[EM] Easy fix to Alaska's ranked-choice voting

Colin Champion colin.champion at routemaster.app
Mon Nov 14 13:37:38 PST 2022


On 14/11/2022 03:54, Forest Simmons wrote..
> many wise things
I think Forest slightly missed my point - I was arguing that SPE could 
be proposed *as an alternative* to truncation, since I surmised 
(incorrectly) that truncation might have been justified by a desire to 
avoid quadratic counting costs. Hence there would be no cutoff as part 
of the voting procedure, and no natural concept of implicit approval. If 
there is political opposition to mechanical counting, then proposing a 
linear-time countable method seems to me better than either putting up 
with truncation or fighting unnecessary battles.

I don't know why linear-time countability dropped out of consideration. 
In 1275 Llull proposed the "league table" method now often named after 
Copeland, but with one difference - he didn't suggest ranked preference 
voting (after all, paper hadn't been invented then, let alone 
computers). Instead he called for m(m-1)/2 pairwise subelections. In 
1299, presumably recognising the unworkability of this, he proposed a 
"knockout" method comprising just m-1 pairwise subelections which 
amounts to SPE with an arbitrary agenda. I think this was in one of his 
writings which got lost.
    A little later, taking advantage of the invention of paper, Nicholas 
of Cusa proposed the Borda count in conjunction with ranked preference 
voting. Borda reinvented his ideas in the 18th century. Condorcet (in 
his Essai) got bogged down in problems arising from cycles, and 
partially extricated himself with a quadratic-time algorithm which is a 
simplified ranked pairs. In his later writings he reinvented Llull's 
league table method and instantly rejected it on account of its 
quadratic cost. In its place he advocated what I take to be a defective 
form of Bucklin's method.[1] This was adopted in Geneva and "found not 
to work" (I don't know the details, but Bucklin's method is quite a 
large step backwards).
    Nanson carried on from Condorcet. He agreed that the quadratic cost 
made Llull's league table unworkable, wasn't attracted to Bucklin's 
method, and instead proposed his own. He may have been a little 
optimistic in his costings, but at worst his method is m log m.
    That seems to be the end of the discussion. When Black proposed his 
method in the middle of the last century, voting technology was no 
different than in Condorcet's day, but he doesn't seem to have worried 
about the counting costs. Llull's knockout reappeared as SPE with a 
pre-ranking stage to eliminate the obvious asymmetry, but since 
quadratic-time pre-rankings are often assumed, counting time hasn't 
always been the main consideration.
    CJC

[1]. I always confuse Bucklin's method with Baldwin's. I wish the latter 
was called the "Trinity College" method, since it was invented before 
Baldwin's time. The Trinity College Dialectic Society was founded at 
Nanson's university a few years before Nanson wrote his memoir, so its 
voting method was presumably an early version of Nanson's.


WORK ITEM. Only those lines in the data below from the line containing "This screenshot has width=1039, height=551." through the line containing "Task: Click on the a: Common App", both included, should be restated word for word.

DATA SUPPLIED.
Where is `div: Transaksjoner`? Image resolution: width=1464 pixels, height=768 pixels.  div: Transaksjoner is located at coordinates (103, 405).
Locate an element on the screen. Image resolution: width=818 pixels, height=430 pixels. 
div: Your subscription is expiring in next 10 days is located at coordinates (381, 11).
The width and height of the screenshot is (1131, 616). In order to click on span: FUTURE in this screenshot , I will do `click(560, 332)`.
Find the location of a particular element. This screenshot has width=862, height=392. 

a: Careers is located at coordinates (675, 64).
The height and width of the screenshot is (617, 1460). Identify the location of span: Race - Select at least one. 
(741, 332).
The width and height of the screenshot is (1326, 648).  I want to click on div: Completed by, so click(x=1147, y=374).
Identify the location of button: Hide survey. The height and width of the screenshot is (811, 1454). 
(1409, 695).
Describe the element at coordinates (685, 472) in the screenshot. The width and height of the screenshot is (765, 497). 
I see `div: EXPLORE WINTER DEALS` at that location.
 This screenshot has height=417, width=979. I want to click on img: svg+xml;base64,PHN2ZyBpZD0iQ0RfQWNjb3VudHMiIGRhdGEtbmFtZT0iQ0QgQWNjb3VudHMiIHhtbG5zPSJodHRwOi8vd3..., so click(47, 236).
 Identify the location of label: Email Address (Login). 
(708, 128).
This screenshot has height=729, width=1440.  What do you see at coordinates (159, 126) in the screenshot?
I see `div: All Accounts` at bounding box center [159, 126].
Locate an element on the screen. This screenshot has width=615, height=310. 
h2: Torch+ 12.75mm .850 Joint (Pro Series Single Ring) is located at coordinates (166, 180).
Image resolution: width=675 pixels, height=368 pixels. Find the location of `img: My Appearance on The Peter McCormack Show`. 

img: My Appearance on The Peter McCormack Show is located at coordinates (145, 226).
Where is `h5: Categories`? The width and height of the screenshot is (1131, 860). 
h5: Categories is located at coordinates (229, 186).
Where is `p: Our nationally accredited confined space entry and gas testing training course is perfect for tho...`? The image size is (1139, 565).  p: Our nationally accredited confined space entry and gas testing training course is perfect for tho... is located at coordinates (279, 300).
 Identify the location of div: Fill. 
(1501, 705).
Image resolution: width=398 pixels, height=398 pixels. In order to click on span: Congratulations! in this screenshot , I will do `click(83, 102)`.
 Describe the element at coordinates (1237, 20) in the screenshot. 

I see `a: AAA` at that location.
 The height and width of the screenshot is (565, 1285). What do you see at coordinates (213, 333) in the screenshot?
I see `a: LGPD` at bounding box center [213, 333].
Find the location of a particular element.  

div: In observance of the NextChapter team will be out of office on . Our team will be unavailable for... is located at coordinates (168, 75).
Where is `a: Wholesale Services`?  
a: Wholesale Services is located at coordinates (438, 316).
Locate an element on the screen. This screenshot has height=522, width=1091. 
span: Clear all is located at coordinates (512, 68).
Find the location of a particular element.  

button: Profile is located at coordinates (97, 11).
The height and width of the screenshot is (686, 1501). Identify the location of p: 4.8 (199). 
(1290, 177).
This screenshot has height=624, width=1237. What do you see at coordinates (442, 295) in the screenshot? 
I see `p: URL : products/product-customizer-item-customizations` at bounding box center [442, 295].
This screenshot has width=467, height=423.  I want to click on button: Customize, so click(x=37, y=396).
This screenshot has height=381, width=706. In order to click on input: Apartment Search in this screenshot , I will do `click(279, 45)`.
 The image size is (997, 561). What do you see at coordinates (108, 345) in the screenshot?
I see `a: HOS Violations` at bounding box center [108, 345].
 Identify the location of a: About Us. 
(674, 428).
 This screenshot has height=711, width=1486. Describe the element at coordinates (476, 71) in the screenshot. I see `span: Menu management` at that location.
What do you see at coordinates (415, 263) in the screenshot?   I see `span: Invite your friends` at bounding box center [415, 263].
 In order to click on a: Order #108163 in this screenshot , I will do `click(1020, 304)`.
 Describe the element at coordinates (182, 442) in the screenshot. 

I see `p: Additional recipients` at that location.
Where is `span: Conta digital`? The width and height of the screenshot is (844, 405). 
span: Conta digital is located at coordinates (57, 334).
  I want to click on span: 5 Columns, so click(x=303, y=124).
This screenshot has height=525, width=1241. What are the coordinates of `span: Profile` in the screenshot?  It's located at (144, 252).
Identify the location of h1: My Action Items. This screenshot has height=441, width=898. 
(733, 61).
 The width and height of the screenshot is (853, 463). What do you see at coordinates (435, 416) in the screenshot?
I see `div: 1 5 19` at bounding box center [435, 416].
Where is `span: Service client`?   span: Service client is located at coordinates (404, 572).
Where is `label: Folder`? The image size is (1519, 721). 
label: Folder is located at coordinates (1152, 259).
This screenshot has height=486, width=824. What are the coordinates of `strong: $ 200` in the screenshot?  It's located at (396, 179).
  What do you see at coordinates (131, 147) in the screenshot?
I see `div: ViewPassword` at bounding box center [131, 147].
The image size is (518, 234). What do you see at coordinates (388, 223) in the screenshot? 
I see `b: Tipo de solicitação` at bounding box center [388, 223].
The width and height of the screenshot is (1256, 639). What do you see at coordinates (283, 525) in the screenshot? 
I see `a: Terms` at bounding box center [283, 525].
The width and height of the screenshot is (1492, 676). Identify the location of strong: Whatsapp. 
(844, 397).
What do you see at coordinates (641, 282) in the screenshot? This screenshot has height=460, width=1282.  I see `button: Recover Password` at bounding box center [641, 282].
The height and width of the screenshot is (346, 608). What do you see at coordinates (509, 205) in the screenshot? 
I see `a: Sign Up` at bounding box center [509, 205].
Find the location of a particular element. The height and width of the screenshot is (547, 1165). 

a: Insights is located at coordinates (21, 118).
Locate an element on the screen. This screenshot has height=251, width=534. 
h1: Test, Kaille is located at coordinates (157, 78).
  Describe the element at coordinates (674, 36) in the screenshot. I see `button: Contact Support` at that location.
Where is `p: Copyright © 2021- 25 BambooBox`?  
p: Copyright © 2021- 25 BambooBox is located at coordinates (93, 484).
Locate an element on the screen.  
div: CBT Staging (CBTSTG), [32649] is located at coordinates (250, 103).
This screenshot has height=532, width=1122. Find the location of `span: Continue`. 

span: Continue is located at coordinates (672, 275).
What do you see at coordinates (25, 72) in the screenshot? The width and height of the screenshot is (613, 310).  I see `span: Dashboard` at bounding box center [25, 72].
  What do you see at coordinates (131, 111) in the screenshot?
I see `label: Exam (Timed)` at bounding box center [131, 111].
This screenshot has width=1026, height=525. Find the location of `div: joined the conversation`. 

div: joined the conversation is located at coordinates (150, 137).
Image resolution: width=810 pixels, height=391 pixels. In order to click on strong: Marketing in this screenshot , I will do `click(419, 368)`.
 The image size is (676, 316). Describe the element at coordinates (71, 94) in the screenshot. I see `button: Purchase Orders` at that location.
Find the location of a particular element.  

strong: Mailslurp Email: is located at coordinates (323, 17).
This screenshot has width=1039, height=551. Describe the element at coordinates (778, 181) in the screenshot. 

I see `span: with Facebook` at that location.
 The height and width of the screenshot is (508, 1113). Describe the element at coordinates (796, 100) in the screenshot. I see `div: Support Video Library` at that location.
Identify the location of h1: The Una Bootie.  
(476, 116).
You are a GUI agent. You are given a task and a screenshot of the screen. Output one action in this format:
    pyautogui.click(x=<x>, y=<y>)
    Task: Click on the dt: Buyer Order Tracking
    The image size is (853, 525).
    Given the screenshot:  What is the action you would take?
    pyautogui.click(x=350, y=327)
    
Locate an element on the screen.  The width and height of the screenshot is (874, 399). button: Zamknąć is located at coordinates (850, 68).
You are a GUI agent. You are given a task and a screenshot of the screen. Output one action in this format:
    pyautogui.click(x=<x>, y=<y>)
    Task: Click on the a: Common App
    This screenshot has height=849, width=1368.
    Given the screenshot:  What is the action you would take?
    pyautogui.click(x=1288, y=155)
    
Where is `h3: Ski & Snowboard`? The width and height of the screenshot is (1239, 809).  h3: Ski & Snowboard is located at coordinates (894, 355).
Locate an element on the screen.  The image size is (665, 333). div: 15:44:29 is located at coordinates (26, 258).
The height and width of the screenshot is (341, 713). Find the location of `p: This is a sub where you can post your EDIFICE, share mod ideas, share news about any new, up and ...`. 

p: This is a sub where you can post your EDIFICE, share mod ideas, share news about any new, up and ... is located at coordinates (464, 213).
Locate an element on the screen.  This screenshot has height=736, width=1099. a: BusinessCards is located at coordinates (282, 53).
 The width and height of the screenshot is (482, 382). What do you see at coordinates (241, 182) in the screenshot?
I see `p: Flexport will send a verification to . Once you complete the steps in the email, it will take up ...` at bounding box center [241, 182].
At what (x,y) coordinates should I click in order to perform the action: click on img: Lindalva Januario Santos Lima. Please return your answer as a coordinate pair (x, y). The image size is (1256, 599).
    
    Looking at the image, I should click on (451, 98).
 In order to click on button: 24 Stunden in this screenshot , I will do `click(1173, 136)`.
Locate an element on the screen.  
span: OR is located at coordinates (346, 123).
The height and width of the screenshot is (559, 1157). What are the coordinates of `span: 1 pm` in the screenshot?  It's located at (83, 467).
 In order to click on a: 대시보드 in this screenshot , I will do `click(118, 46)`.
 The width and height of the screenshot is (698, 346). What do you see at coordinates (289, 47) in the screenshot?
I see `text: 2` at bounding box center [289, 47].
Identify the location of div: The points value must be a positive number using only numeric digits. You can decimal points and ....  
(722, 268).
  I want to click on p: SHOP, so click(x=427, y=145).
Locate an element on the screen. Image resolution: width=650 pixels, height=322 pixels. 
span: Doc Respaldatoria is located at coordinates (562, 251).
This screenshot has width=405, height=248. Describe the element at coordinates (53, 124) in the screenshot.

ANSWER BOX.
This screenshot has width=1039, height=551. Describe the element at coordinates (778, 181) in the screenshot. 

I see `span: with Facebook` at that location.
 The height and width of the screenshot is (508, 1113). Describe the element at coordinates (796, 100) in the screenshot. I see `div: Support Video Library` at that location.
Identify the location of h1: The Una Bootie.  
(476, 116).
You are a GUI agent. You are given a task and a screenshot of the screen. Output one action in this format:
    pyautogui.click(x=<x>, y=<y>)
    Task: Click on the dt: Buyer Order Tracking
    The image size is (853, 525).
    Given the screenshot:  What is the action you would take?
    pyautogui.click(x=350, y=327)
    
Locate an element on the screen.  The width and height of the screenshot is (874, 399). button: Zamknąć is located at coordinates (850, 68).
You are a GUI agent. You are given a task and a screenshot of the screen. Output one action in this format:
    pyautogui.click(x=<x>, y=<y>)
    Task: Click on the a: Common App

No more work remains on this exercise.